Throughout his management of Aimes Escorts, Jim Bunch continued to perform his work at the Department of Human Services with his customary efficiency and attention to detail. But Bunch crossed the line he had drawn between his two lives, and that would prove to be fatal.

Though he had told no one at Aimes, Bunch kept client and staff lists on his office computer. He made frequent calls to his girls and customers from his DHS cubicle. “He was outrageously open,” says one of Bunch’s friends. “People could walk right by, see him counting money, and hear him talking about prostitutes over the phone.”

Perhaps the dual pressures of trying to increase profits at Aimes and maintaining a double life were getting to Bunch. Though he hid his moodiness from his family, he was showing signs of chronic depression. He spent much of his free time in bed, in the dark, eating chocolate bars while watching two television screens. He hit on the girls frequently, as male escort-service owners often do, but the prostitutes could see that he was not so much sexually driven as lonely. As he had written, sex did make the world go around, but perhaps Jim Bunch was tiring of a hollow world that spun endlessly.

At the beginning of February, Bunch decided to sell the business. He had received an offer of $25,000 from a former professional football player but decided instead to give the list to one of his girls. Bunch visited an accounting firm in order to assess to escort service’s tax situation. He then asked the girl he had selected as his successor to sign a letter that he would forward to the phone company, verifying the transfer of the Aimes Escorts phone line. That letter was faxed to Bunch’s office on February 14, 1994.
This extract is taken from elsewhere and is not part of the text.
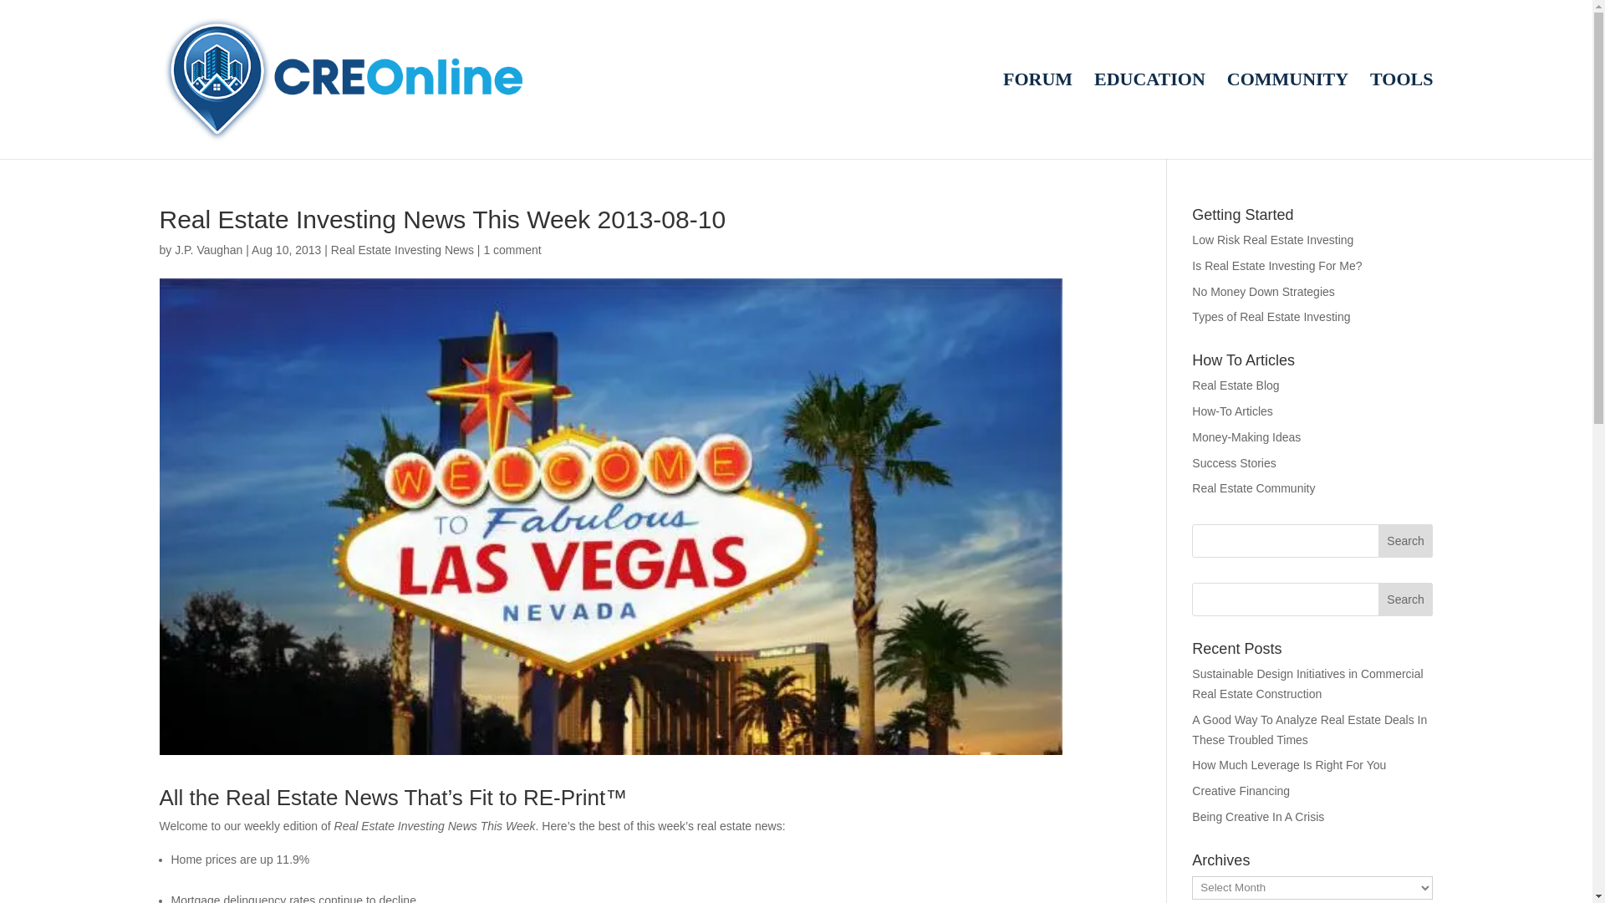 The image size is (1605, 903). I want to click on Posts by J.P. Vaughan, so click(208, 249).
Bunch did not know that the fax was intercepted by DHS investigators, who had been monitoring him for several weeks. He did not know that one of his co-workers, apparently disturbed by his arrogant flaunting of his moonlighting job, had reported him to the investigators. Nor did Bunch know that two computer diskettes on his desk, containing staff directories, client lists, advertising follow-up letters, and erotic correspondence, had been copied and thoroughly perused by state officials. All of this explains why Jim Bunch looked bewildered when vice squad officers dragged him out of bed on the morning of February 15, searched his house, confiscated numerous boxes of evidence, and led him away handcuffed and shirtless to the police station, where waiting DHS officials informed him that his 23-year career was being terminated on the grounds of official misconduct.